Now, some of the auto incumbents have announced recently that they are going to design and build entirely new BEV platforms for luxury sedans.

Eight years later, perhaps one of them will even have the best-selling luxury sedan in the world. If so, they will have accomplished an incredibly hard ****ing thing. It will not be easy and fraudulent just because none of them are named Elon Musk.

Some. Things. Are. Hard. The. End.
TSLA showing cracks? Quote
01-29-2017 , 07:46 PM
Quote:
Originally Posted by Cuban B
The terms are your first prediction "Certain to hit $150 again within two years" (7/5/16). Needs to close below $150 (adjusted for any splits) on or before 7/5/18. Buyouts close out the bet at the final adjusted stock price. If Tesla outperforms low expectations on Model 3 launch and TE and the sma 20 is above $330, that would mean Tesla entered a new trading range and your side would have essentially no chance anymore, so how about a mercy clause. 2k sound good, even money?
January 2018 puts pay 3:1 for a $150 hit. As well as getting paid if it doesn't hit $150 but hits say $160, and getting paid even more than 3:1 if it goes below $150.
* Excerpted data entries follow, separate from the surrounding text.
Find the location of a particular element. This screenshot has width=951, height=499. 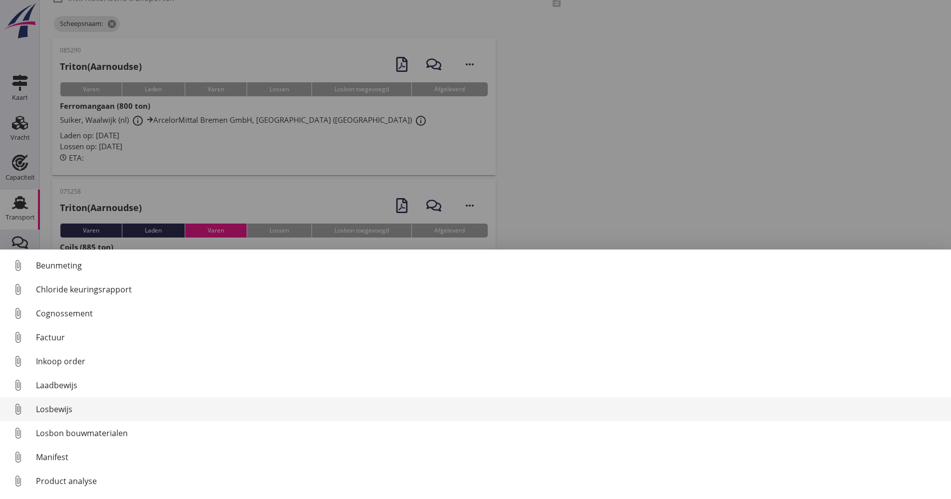

div: Losbon bouwmaterialen is located at coordinates (489, 433).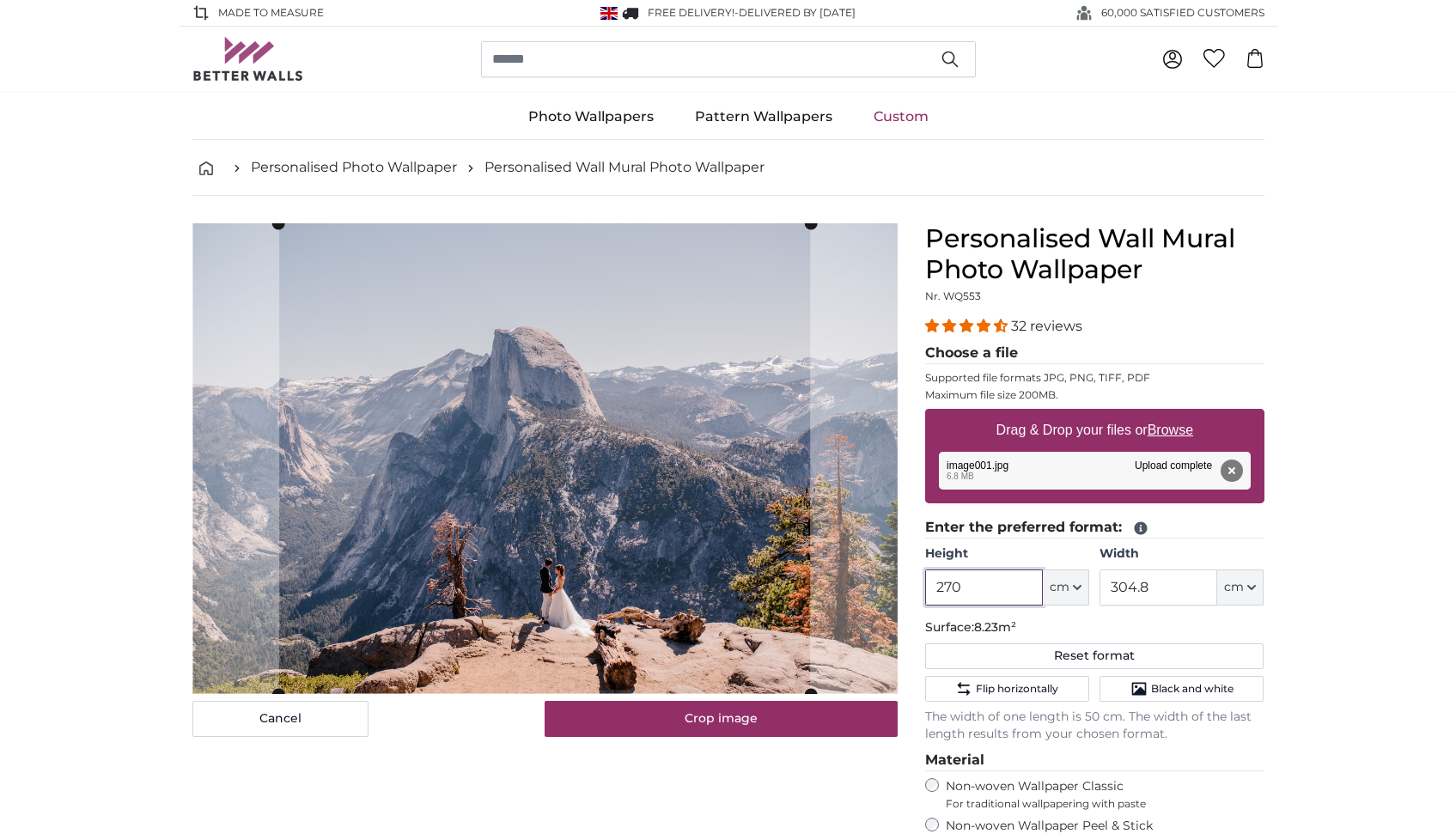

Why would I take a bet at odds far worse than the market is paying?
TSLA showing cracks? Quote
01-29-2017 , 07:53 PM
Quote:
Originally Posted by ToothSayer
January 2018 puts pay 3:1 for a $150 hit. As well as getting paid if it doesn't hit $150 but hits say $160, and getting paid even more than 3:1 if it goes below $150.

Why would I take a bet at odds far worse than the market is paying?
I know. Like i said the other week, you always get better odds on these sort of things in the market. That is why i passed on the Q4 delivery bet, i was wrong but the shorter term calls i placed shot through the roof anyway.